For years, no arrests were made until 2009, when police charged Ingmar Guandique, a man convicted of attacking two women in Rock Creek Park around the same time Levy disappeared, with the murder.
He was convicted and sentenced to 60 years in prison during a trial that relied heavily on the testimony of his cellmate, Armando Morales, who testified that Guandique had confessed to killing Levy.
Guandique continued to maintain his innocence, telling ABC News he “never had any contact” with Levy and the conviction was overturned in 2015 after concerns about the cellmate’s credibility.
Prosecutors believed they could no longer prove the case against Guandique without a reasonable doubt and opted not to retry the case, WRC-TV reports.
Guandique, who U.S. Immigration and Customs Enforcement officials said was a documented member of the MS-13 gang, was deported to El Salvador in 2017.
“Mr. Guandique unlawfully entered the United States, and once here, continued to violate U.S. laws by assaulting innocent victims,” ICE official Matthew Munroe said at the time. “As a result of his actions, he has been removed to his home country of El Salvador.”
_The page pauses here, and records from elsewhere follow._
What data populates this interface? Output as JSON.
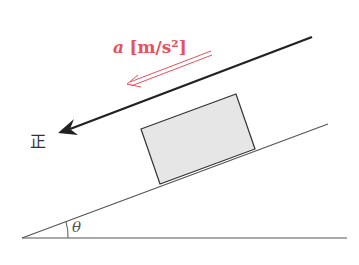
{
  "diagram": {
    "acceleration_label": {
      "symbol": "a",
      "unit": "[m/s²]"
    },
    "positive_direction_label": "正",
    "angle_label": "θ",
    "colors": {
      "acceleration": "#e8505b",
      "lines": "#555555",
      "arrow": "#222222",
      "block_fill": "#e6e6e6"
    }
  }
}
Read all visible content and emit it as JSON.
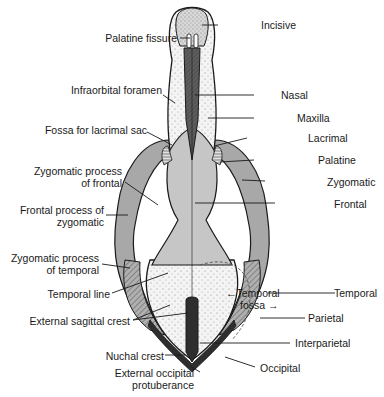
{
  "figure": {
    "colors": {
      "background": "#ffffff",
      "outline": "#1a1a1a",
      "frontal": "#c4c4c4",
      "nasal": "#5a5a5a",
      "occipital": "#2e2e2e",
      "zygomatic": "#a8a8a8",
      "stippled": "#efefef"
    },
    "labels_left": [
      {
        "id": "palatine-fissure",
        "text": "Palatine fissure"
      },
      {
        "id": "infraorbital-foramen",
        "text": "Infraorbital foramen"
      },
      {
        "id": "fossa-lacrimal-sac",
        "text": "Fossa for lacrimal sac"
      },
      {
        "id": "zygomatic-process-frontal-1",
        "text": "Zygomatic process"
      },
      {
        "id": "zygomatic-process-frontal-2",
        "text": "of frontal"
      },
      {
        "id": "frontal-process-zygomatic-1",
        "text": "Frontal process of"
      },
      {
        "id": "frontal-process-zygomatic-2",
        "text": "zygomatic"
      },
      {
        "id": "zygomatic-process-temporal-1",
        "text": "Zygomatic process"
      },
      {
        "id": "zygomatic-process-temporal-2",
        "text": "of temporal"
      },
      {
        "id": "temporal-line",
        "text": "Temporal line"
      },
      {
        "id": "external-sagittal-crest",
        "text": "External sagittal crest"
      },
      {
        "id": "nuchal-crest",
        "text": "Nuchal crest"
      },
      {
        "id": "external-occipital-1",
        "text": "External occipital"
      },
      {
        "id": "external-occipital-2",
        "text": "protuberance"
      }
    ],
    "labels_right": [
      {
        "id": "incisive",
        "text": "Incisive"
      },
      {
        "id": "nasal",
        "text": "Nasal"
      },
      {
        "id": "maxilla",
        "text": "Maxilla"
      },
      {
        "id": "lacrimal",
        "text": "Lacrimal"
      },
      {
        "id": "palatine",
        "text": "Palatine"
      },
      {
        "id": "zygomatic",
        "text": "Zygomatic"
      },
      {
        "id": "frontal",
        "text": "Frontal"
      },
      {
        "id": "temporal",
        "text": "Temporal"
      },
      {
        "id": "parietal",
        "text": "Parietal"
      },
      {
        "id": "interparietal",
        "text": "Interparietal"
      },
      {
        "id": "occipital",
        "text": "Occipital"
      }
    ],
    "labels_inner": [
      {
        "id": "temporal-fossa-1",
        "text": "←Temporal"
      },
      {
        "id": "temporal-fossa-2",
        "text": "fossa →"
      }
    ]
  }
}
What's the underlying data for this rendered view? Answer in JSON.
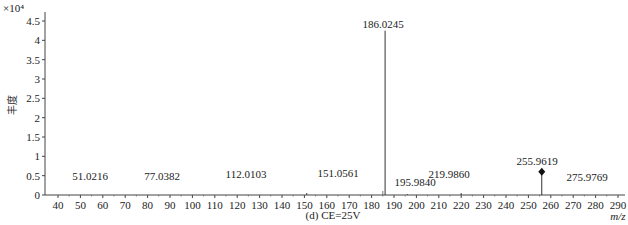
{
  "chart_data": {
    "type": "bar",
    "subtype": "mass-spectrum-stick",
    "title": "",
    "caption": "(d) CE=25V",
    "xlabel": "m/z",
    "ylabel": "丰度",
    "y_multiplier": "×10⁴",
    "xlim": [
      36,
      292
    ],
    "ylim": [
      0,
      4.6
    ],
    "x_ticks": [
      40,
      50,
      60,
      70,
      80,
      90,
      100,
      110,
      120,
      130,
      140,
      150,
      160,
      170,
      180,
      190,
      200,
      210,
      220,
      230,
      240,
      250,
      260,
      270,
      280,
      290
    ],
    "y_ticks": [
      0,
      0.5,
      1,
      1.5,
      2,
      2.5,
      3,
      3.5,
      4,
      4.5
    ],
    "grid": false,
    "peaks": [
      {
        "mz": 51.0216,
        "label": "51.0216",
        "intensity": 0.0
      },
      {
        "mz": 77.0382,
        "label": "77.0382",
        "intensity": 0.0
      },
      {
        "mz": 112.0103,
        "label": "112.0103",
        "intensity": 0.0
      },
      {
        "mz": 151.0561,
        "label": "151.0561",
        "intensity": 0.05
      },
      {
        "mz": 186.0245,
        "label": "186.0245",
        "intensity": 4.25
      },
      {
        "mz": 195.984,
        "label": "195.9840",
        "intensity": 0.02
      },
      {
        "mz": 219.986,
        "label": "219.9860",
        "intensity": 0.05
      },
      {
        "mz": 255.9619,
        "label": "255.9619",
        "intensity": 0.6,
        "marker": "diamond"
      },
      {
        "mz": 275.9769,
        "label": "275.9769",
        "intensity": 0.0
      }
    ]
  }
}
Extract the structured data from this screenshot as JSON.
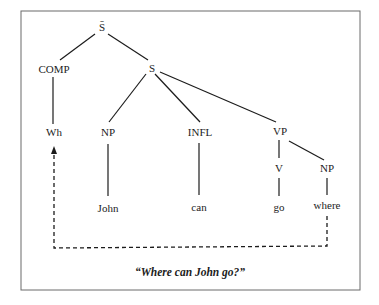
{
  "diagram": {
    "type": "syntax-tree",
    "caption": "“Where can John go?”",
    "nodes": {
      "sbar": "S̄",
      "comp": "COMP",
      "s": "S",
      "wh": "Wh",
      "np_subj": "NP",
      "infl": "INFL",
      "vp": "VP",
      "v": "V",
      "np_obj": "NP",
      "john": "John",
      "can": "can",
      "go": "go",
      "where": "where"
    },
    "edges": [
      [
        "S̄",
        "COMP"
      ],
      [
        "S̄",
        "S"
      ],
      [
        "COMP",
        "Wh"
      ],
      [
        "S",
        "NP"
      ],
      [
        "S",
        "INFL"
      ],
      [
        "S",
        "VP"
      ],
      [
        "NP",
        "John"
      ],
      [
        "INFL",
        "can"
      ],
      [
        "VP",
        "V"
      ],
      [
        "VP",
        "NP"
      ],
      [
        "V",
        "go"
      ],
      [
        "NP",
        "where"
      ]
    ],
    "movement": {
      "from": "where",
      "to": "Wh",
      "style": "dashed-arrow"
    },
    "colors": {
      "ink": "#1c1c1c",
      "frame": "#6a6a6a",
      "background": "#ffffff"
    }
  }
}
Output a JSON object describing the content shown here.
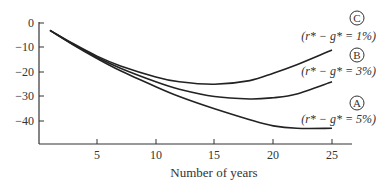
{
  "chart_data": {
    "type": "line",
    "title": "",
    "xlabel": "Number of years",
    "ylabel": "",
    "x_ticks": [
      5,
      10,
      15,
      20,
      25
    ],
    "y_ticks": [
      0,
      -10,
      -20,
      -30,
      -40
    ],
    "xlim": [
      0,
      27
    ],
    "ylim": [
      -48,
      2
    ],
    "grid": false,
    "x": [
      1,
      3,
      5,
      7,
      10,
      12,
      15,
      18,
      20,
      22,
      25
    ],
    "series": [
      {
        "name": "C",
        "annotation": "(r* − g* = 1%)",
        "values": [
          -3,
          -8.5,
          -13.5,
          -17.5,
          -22,
          -24,
          -25,
          -23.5,
          -20.5,
          -17,
          -11
        ]
      },
      {
        "name": "B",
        "annotation": "(r* − g* = 3%)",
        "values": [
          -3,
          -8.8,
          -14,
          -18.5,
          -24,
          -27,
          -30,
          -31,
          -30.5,
          -29,
          -24
        ]
      },
      {
        "name": "A",
        "annotation": "(r* − g* = 5%)",
        "values": [
          -3,
          -9,
          -14.5,
          -19.5,
          -26,
          -30,
          -35,
          -39.5,
          -42,
          -43,
          -43
        ]
      }
    ],
    "labels": {
      "C": "C",
      "B": "B",
      "A": "A",
      "C_note": "(r* − g* = 1%)",
      "B_note": "(r* − g* = 3%)",
      "A_note": "(r* − g* = 5%)"
    },
    "tick_text": {
      "x": [
        "5",
        "10",
        "15",
        "20",
        "25"
      ],
      "y": [
        "0",
        "−10",
        "−20",
        "−30",
        "−40"
      ]
    }
  }
}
Levy’s case remains unsolved.
Raymond Nels Nelson
Beloved Capitol Hill staffer Raymond Nels Nelson was found brutally beaten to death in his Washington D.C. apartment by his roommate on June 1, 1981, according to The Washington Post.
The 59-year-old had spent 13 years working as an administrative assistant for Senator Clairborne Pell of Rhode Island before taking a staff position with the Senate Rules Committee.
“He probably knew more people in the Senate than any single person and more people knew him,” then-deputy staff director of the committee John B. Childers told the paper.
In the days after his death, Pell described his death as a “horrible, senseless tragedy.”
“Ray Nelson was a dear and old friend of my wife and me, as well as associate who worked with me for many years,” he told the paper.
Nelson, although still legally married, had been separated from his wife for several years. In a guest post penned for the blog Defrosting Cold Cases, his daughter Rebecca wrote that he had come out as gay five years before his death, although he continued to maintain a close friendship with his wife after their split.
She acknowledged her dad had been an alcoholic and could be “difficult” or “even abusive” when he drank and often took “risks” that could put him in danger. But she also described him as funny, irreverent and full of playful energy.
“I’ve often wondered why, when it became clear that the investigation had stalled, my family didn’t hire a private investigator; given the money my father left my mother, she could have afforded one. But I remember that, with the overwhelming fear and fallout in the aftermath of the crime, there also seemed to be a tacit warning, agreed upon by family and friends, that we be silent, not ask questions, and certainly not demand answers,” she wrote of the enduring mystery surrounding his death.
Metropolitan Police continue to seek information about the staffer’s death and said a reward of up to $25,000 could be available to anyone with information about the case.